The Work of The Accuser
One of the names of the enemy is the Accuser. It is his doing, when we have sought God's guidance and been as obedient as we knew how, and then remain in an agony of doubt as to whether God did guide, whether we really did obey. There is no end to the "proofs" the Accuser can present to sow doubt in our minds. "Hath God said?" (Gn 3:1 AV) was the first seed he sowed in the mind of Eve, and he has had a great deal of practice at that kind of planting ever since.
It is to be expected that every decision made with the desire to be obedient to God will be attacked. Spread your doubts before the Lord. Pray for correction of any wrong in thinking or doing and for his word of assurance as to the action you must take. If there is nothing else required of you at this moment, leave it at that. Trust God. Put the whole weight of your doubts and cares on Him--that will foil the Accuser.
"It is God who pronounces our acquittal....It is Christ who pleads...our cause" (Rom 8:33,34 EB).
It is to be expected that every decision made with the desire to be obedient to God will be attacked. Spread your doubts before the Lord. Pray for correction of any wrong in thinking or doing and for his word of assurance as to the action you must take. If there is nothing else required of you at this moment, leave it at that. Trust God. Put the whole weight of your doubts and cares on Him--that will foil the Accuser.
"It is God who pronounces our acquittal....It is Christ who pleads...our cause" (Rom 8:33,34 EB).
Saturday, August 2, 2008
Sufficient for Each Day (1 King 17:8-16)
Because Elijah was a man like us, he undoubtedly wondered what God had in store for him when he saw the brook beginning to dry up. Since he was trusting in God, however, he believed and help arrived.
God did not send a sudden squall of rain for that immediate neighborhood, nor did he provide some supernatural source of water in that place. Instead, Elijah was to arise, go to Zarephath and dwell there. Only at Zarephath would a widow provide food for him.
Few of us have faced the extremity this widow experienced. It seemed as though each day she might face starvation; yet each day by faith she trusted God to meet her need.
The result was that she and her house "did eat many days" (1 Kings 17:15). God supplied not a year at a time but a day at a time.
This is what we need with regard to God's grace. We do not need a great stockpile of it for future use but a daily appropriation of it, which God supplies freely.
The manna was gathered daily, not in the evening but in the morning, and each one gathered for himself. So must we accept grace from God.
We cannot hoard today's grace for tomorrow or call on yesterday's grace for today. We cannot gather enough on a Sunday to last a whole week. We need to have daily contact with God,
particularly in the morning.
"Give us this day our daily bread" (Matt. 6:11).
God did not send a sudden squall of rain for that immediate neighborhood, nor did he provide some supernatural source of water in that place. Instead, Elijah was to arise, go to Zarephath and dwell there.
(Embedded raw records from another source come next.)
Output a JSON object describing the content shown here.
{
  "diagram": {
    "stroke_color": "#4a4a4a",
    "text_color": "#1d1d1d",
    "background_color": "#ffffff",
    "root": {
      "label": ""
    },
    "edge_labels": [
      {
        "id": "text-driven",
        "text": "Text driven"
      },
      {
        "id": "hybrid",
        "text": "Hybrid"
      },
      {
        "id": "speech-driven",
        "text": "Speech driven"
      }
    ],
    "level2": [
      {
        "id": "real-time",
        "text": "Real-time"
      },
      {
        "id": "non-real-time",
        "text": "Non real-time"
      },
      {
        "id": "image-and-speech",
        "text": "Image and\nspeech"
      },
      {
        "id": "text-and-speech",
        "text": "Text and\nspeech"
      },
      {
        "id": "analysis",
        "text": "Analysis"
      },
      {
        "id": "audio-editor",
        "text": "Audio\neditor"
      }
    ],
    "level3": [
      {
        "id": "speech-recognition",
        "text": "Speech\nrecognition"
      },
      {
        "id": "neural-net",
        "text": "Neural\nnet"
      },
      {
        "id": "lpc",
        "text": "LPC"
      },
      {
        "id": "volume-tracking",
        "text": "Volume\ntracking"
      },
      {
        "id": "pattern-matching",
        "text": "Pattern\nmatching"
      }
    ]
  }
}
Only at Zarephath would a widow provide food for him.
Few of us have faced the extremity this widow experienced. It seemed as though each day she might face starvation; yet each day by faith she trusted God to meet her need.
The result was that she and her house "did eat many days" (1 Kings 17:15). God supplied not a year at a time but a day at a time.
This is what we need with regard to God's grace. We do not need a great stockpile of it for future use but a daily appropriation of it, which God supplies freely.
The manna was gathered daily, not in the evening but in the morning, and each one gathered for himself. So must we accept grace from God.
We cannot hoard today's grace for tomorrow or call on yesterday's grace for today. We cannot gather enough on a Sunday to last a whole week. We need to have daily contact with God,
particularly in the morning.
"Give us this day our daily bread" (Matt. 6:11).